Cataclysms is a profoundly original look at the last century. Approaching twentieth-century history from the periphery rather than the centers of decision-making, the virtual narrator sits perched on the legendary stairs of Odessa and watches as events between the Baltic and the Aegean pass in review, unfolding in space and time between 1917 and 1989, while evoking the nineteenth century as an interpretative backdrop. Influenced by continental historical, legal, and social thought, Dan Diner views the totality of world history evolving from an Eastern and Southeastern European angle.
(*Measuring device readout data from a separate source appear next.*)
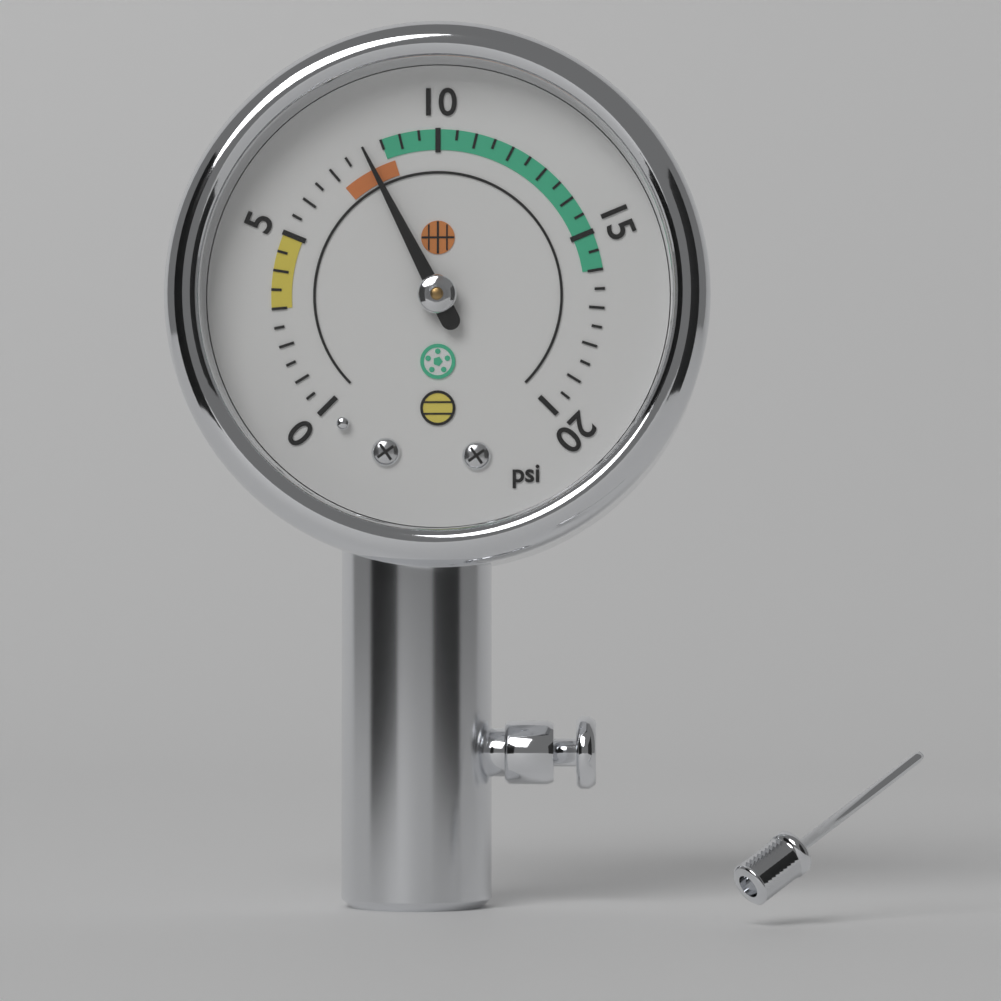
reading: 8.0 psi
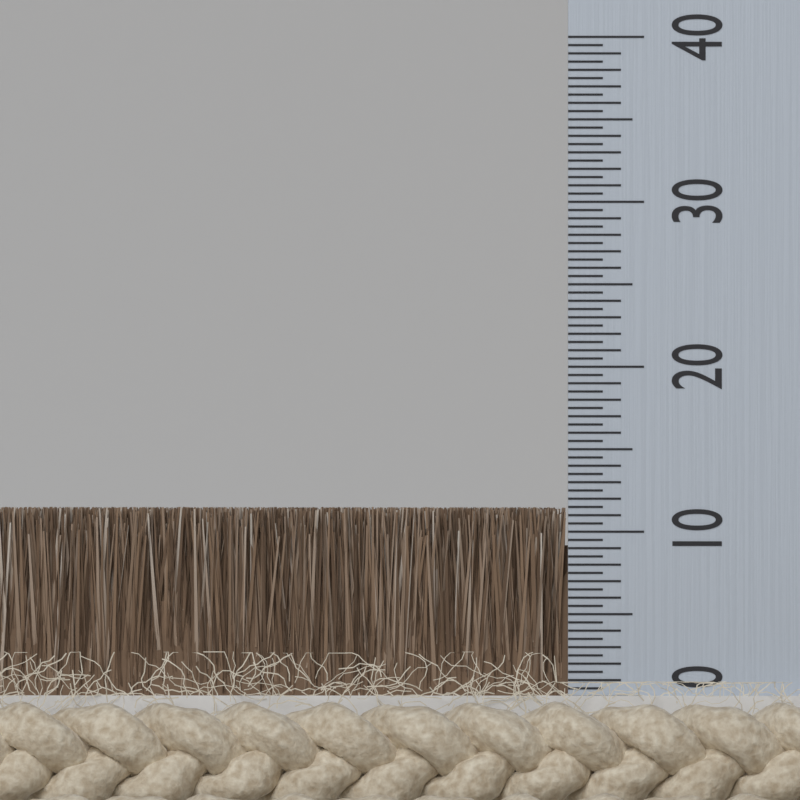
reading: 11.5 (no unit)
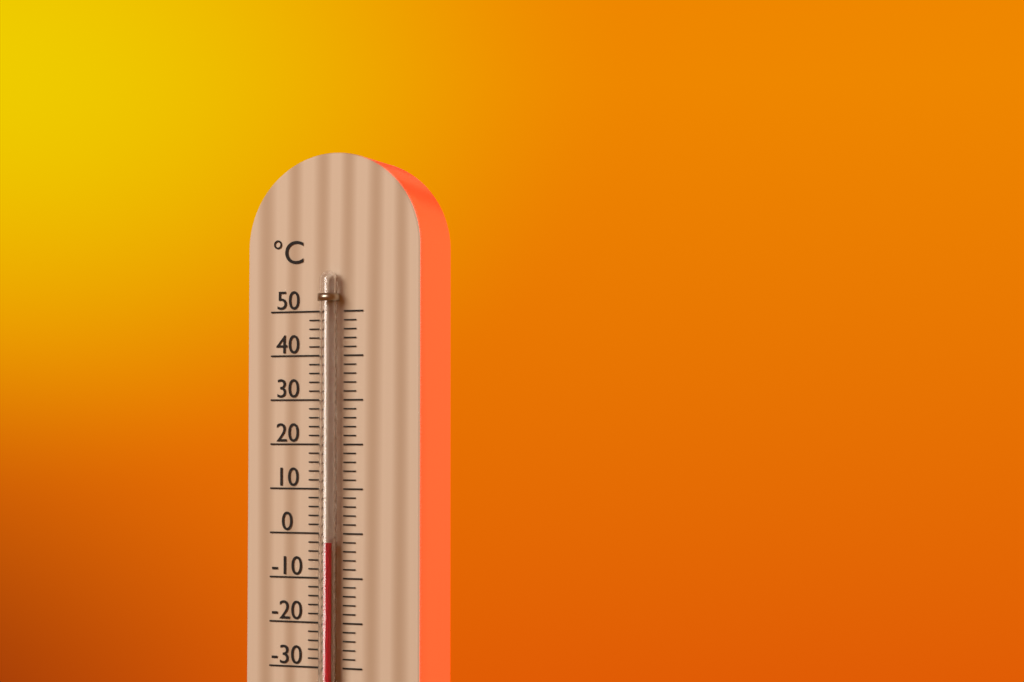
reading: -2 °C
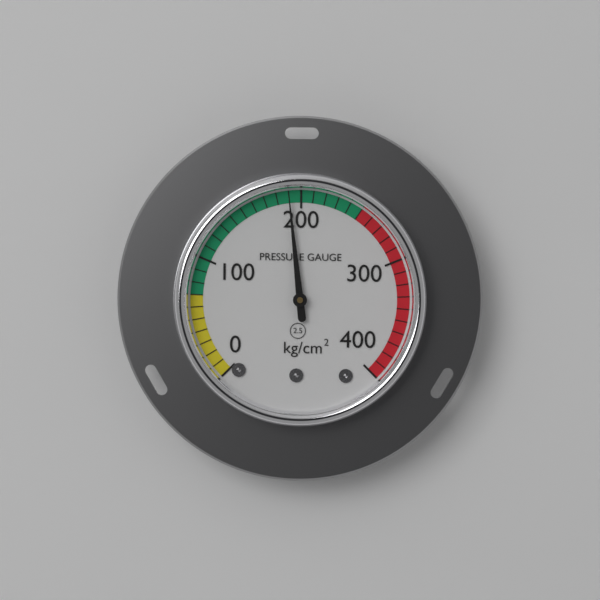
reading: 190 kg/cm²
A work of great synthesis, Cataclysms chronicles twentieth century history as a “universal civil war” between a succession of conflicting dualisms such as freedom and equality, race and class, capitalism and communism, liberalism and fascism, East and West. Diner’s interpretation rotates around cataclysmic events in the transformation from multinational empires into nation states, accompanied by social revolution and “ethnic cleansing,” situating the Holocaust at the core of the century’s predicament. Unlike other Eurocentric interpretations of the last century, Diner also highlights the emerging pivotal importance of the United States and the impact of decolonization on the process of European integration.
This study of post-war Polish intellectual history analyses the interface between politics and literature under communism. It suggests that it was not the Catholic Church but the writers of the lay-left who were the critics and opponents of Stalinism.